Is there a place for dynamic psychotherapy in the age of genes and neurotransmitters? This roundtable will attempt to situate the role of intensive psychotherapy among the various options available today for the treatment of serious mental disorders. Panelists will present and examine different viewpoints and assess the efficacy of divergent approaches.

Brian Koehler is a clinical psychologist and psychoanalyst with a strong neuroscience background. He is in the private practice of psychoanalytic psychotherapy in New York City and on the teaching faculty at the New York University Postdoctoral Program in Psychotherapy and Psychoanalysis, at the School of Social Work at New York University, as well as at a number of other psychoanalytic training institutes in New York City and State. Dr. Koehler is a scientific advisor and former reviewer for the journal, Schizophrenia Bulletin, and a reviewer for the International Journal of Psychoanalysis.

Ze’ev Levin is Clinical Associate Professor of Psychiatry and Director of Residency Training in Psychiatry at the NYU School of Medicine. He received his medical degree at the University of the Witwatersrand in Johannesburg, South Africa, and was a resident in Psychiatry and Chief Resident at Columbia University and the New York State Psychiatric Institute. A graduate of the Columbia Psychoanalytic Centre for Training and Research, he has been the Associate Director and Director of the residency training in-patient unit at Bellevue Hospital Center. In addition to his training job, Dr. Levin has a private practice in Manhattan.

Charles Marmar is the newly appointed Chair of the Department of Psychiatry at NYU Langone Medical Center. Most recently, Dr. Marmar served as Professor and Vice Chair at the University of California, San Francisco (UCSF), and the Associate Chief of Staff for Mental Health and Director of the Posttraumatic Stress Disorder (PTSD) Research Program at the Veterans Affairs Medical Center. He has served as the President of both the Society of Psychotherapy Research and the International Society for Traumatic Stress Studies and served as a member of the editorial board for the Journal of Psychotherapy Research and Practice and the Journal of Traumatic Stress.

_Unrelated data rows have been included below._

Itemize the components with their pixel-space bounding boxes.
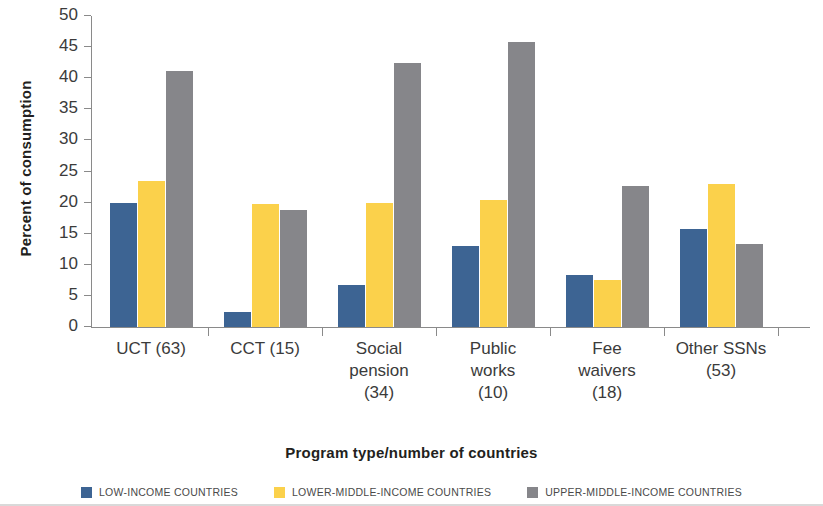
x-axis-separator	[322, 328, 323, 336]
x-axis-title: Program type/number of countries	[0, 444, 823, 461]
bar	[680, 229, 707, 327]
category-label-line: waivers	[550, 360, 664, 382]
bar	[452, 246, 479, 327]
category-label-line: works	[436, 360, 550, 382]
y-axis-tick-mark	[84, 233, 91, 234]
y-axis-tick-mark	[84, 264, 91, 265]
y-axis-tick-mark	[84, 295, 91, 296]
x-axis-category-label: CCT (15)	[208, 338, 322, 360]
y-axis-tick-label: 20	[59, 192, 78, 212]
bar	[594, 280, 621, 327]
x-axis-category-label: Publicworks(10)	[436, 338, 550, 404]
bar-chart-figure: Percent of consumption 05101520253035404…	[0, 0, 823, 506]
y-axis-tick-mark	[84, 202, 91, 203]
y-axis-tick-label: 50	[59, 5, 78, 25]
legend-swatch-icon	[274, 487, 285, 498]
legend-swatch-icon	[527, 487, 538, 498]
x-axis-separator	[664, 328, 665, 336]
bar	[566, 275, 593, 327]
bar	[508, 42, 535, 327]
x-axis-line	[91, 327, 810, 328]
bar	[280, 210, 307, 327]
category-label-line: Fee	[550, 338, 664, 360]
x-axis-separator	[208, 328, 209, 336]
category-label-line: Other SSNs	[664, 338, 778, 360]
legend-label: UPPER-MIDDLE-INCOME COUNTRIES	[545, 486, 742, 498]
category-label-line: UCT (63)	[94, 338, 208, 360]
bar	[224, 312, 251, 327]
legend-swatch-icon	[81, 487, 92, 498]
bar	[708, 184, 735, 327]
y-axis-tick-mark	[84, 171, 91, 172]
category-label-line: (10)	[436, 382, 550, 404]
y-axis-tick-label: 10	[59, 254, 78, 274]
legend-item[interactable]: LOWER-MIDDLE-INCOME COUNTRIES	[274, 486, 491, 498]
category-label-line: (53)	[664, 360, 778, 382]
x-axis-category-label: Other SSNs(53)	[664, 338, 778, 382]
bar	[338, 285, 365, 327]
y-axis-tick-mark	[84, 77, 91, 78]
y-axis-tick-mark	[84, 108, 91, 109]
y-axis-title: Percent of consumption	[17, 39, 34, 299]
bar	[736, 244, 763, 327]
legend-item[interactable]: UPPER-MIDDLE-INCOME COUNTRIES	[527, 486, 742, 498]
y-axis-tick-mark	[84, 46, 91, 47]
y-axis-tick-label: 5	[69, 285, 78, 305]
legend-item[interactable]: LOW-INCOME COUNTRIES	[81, 486, 238, 498]
x-axis-category-label: UCT (63)	[94, 338, 208, 360]
category-label-line: Social	[322, 338, 436, 360]
x-axis-category-label: Feewaivers(18)	[550, 338, 664, 404]
category-label-line: (18)	[550, 382, 664, 404]
bar	[252, 204, 279, 327]
bar	[394, 63, 421, 327]
category-label-line: pension	[322, 360, 436, 382]
bar	[622, 186, 649, 327]
y-axis-tick-mark	[84, 326, 91, 327]
legend-label: LOW-INCOME COUNTRIES	[99, 486, 238, 498]
bar	[166, 71, 193, 327]
y-axis-tick-label: 45	[59, 36, 78, 56]
y-axis-tick-label: 35	[59, 98, 78, 118]
y-axis-tick-label: 30	[59, 129, 78, 149]
chart-legend: LOW-INCOME COUNTRIESLOWER-MIDDLE-INCOME …	[0, 486, 823, 498]
bar	[480, 200, 507, 328]
y-axis-tick-label: 15	[59, 223, 78, 243]
plot-area	[91, 16, 807, 327]
x-axis-category-label: Socialpension(34)	[322, 338, 436, 404]
bar	[110, 203, 137, 327]
y-axis-tick-mark	[84, 15, 91, 16]
category-label-line: CCT (15)	[208, 338, 322, 360]
y-axis-tick-label: 0	[69, 316, 78, 336]
legend-label: LOWER-MIDDLE-INCOME COUNTRIES	[292, 486, 491, 498]
x-axis-separator	[436, 328, 437, 336]
bar	[138, 181, 165, 327]
y-axis-tick-label: 40	[59, 67, 78, 87]
y-axis-tick-label: 25	[59, 161, 78, 181]
x-axis-separator	[778, 328, 779, 336]
category-label-line: Public	[436, 338, 550, 360]
category-label-line: (34)	[322, 382, 436, 404]
y-axis-tick-mark	[84, 139, 91, 140]
x-axis-separator	[550, 328, 551, 336]
bar	[366, 203, 393, 327]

He has been a reviewer for The Journal of Clinical Psychiatry, Biological Psychiatry, The American Journal of Psychiatry and The Journal of Psychiatric Research.

Ira Steinman is a psychiatrist in private practice in San Francisco. He is the author of Treating the "Untreatable": Healing in the Realms of Madness, a chronicle of the successful, at times curative, out-patient intensive psychotherapy of 12 previously "untreatable" patients. Steinman has focused on schizophrenia for 45 years. His early training ranged from working with R.D. Laing to running the psychiatric drug component of the National Academy of Sciences' Drug Efficacy Study, which evaluated all the antipsychotic medications available at the time to studies at Chestnut Lodge and Mount Zion Hospital.